Blobless Git Clone Benefits | Generated by AI
The Git command:
git clone --filter=blob:none <repository-url>
is a partial clone that downloads almost no file contents (blobs) at checkout time. Here’s exactly what it does and why it’s useful:
What --filter=blob:none means
--filter=blob:nonetells Git to use blobless cloning.- Git still downloads:
- All commits (history)
- All tree objects (directory structure)
- All refs/branches/tags
- But it downloads zero file contents (blobs) during the initial clone.
- When you later
git checkoutor switch branches, Git downloads only the blobs (file contents) for the files that are actually needed in your working tree at that moment.
Key benefits
- Extremely fast and tiny initial clone (often just a few MB even for huge repos like Linux kernel, Android, or Windows source).

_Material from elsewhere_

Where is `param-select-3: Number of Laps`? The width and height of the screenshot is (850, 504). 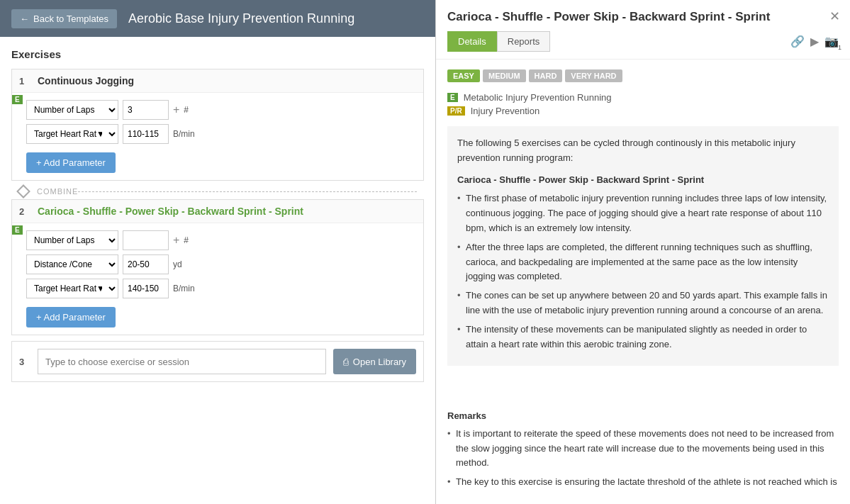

- Uses much less network bandwidth and disk space at first.
- Perfect for CI/CD, quick look-ups, or when you only need history (e.g.
git log, blame, diff across commits) without checking out files.
Example size comparison (real-world)
| Repository | Normal clone | blob:none clone |
Speed gain |
|---|---|---|---|
| torvalds/linux | ~5+ GB | ~300–400 MB | 10–20× faster |
| microsoft/vscode | ~2–3 GB | ~200 MB | much faster |
Common follow-up commands after blob:none clone
# First time you need a working tree:
git checkout <branch> # downloads only needed blobs
# Or if you want everything later:
git fetch --unshallow # not needed for blobless
# To fill in missing blobs permanently:
git repack -a -d # optional, forces downloading all blobs
Related filters you might see
--filter=blob:none→ no blobs at all initially (most aggressive)--filter=tree:0→ downloads trees but no blobs (similar effect)--filter=sparse:oid=<oid>→ for sparse-checkout with partial blobs
Summary
git clone --filter=blob:none https://github.com/example/repo.git
= “Give me the full history and structure immediately, but download file contents on-demand later.”
Great for huge monorepos or when you just want to browse history without waiting hours.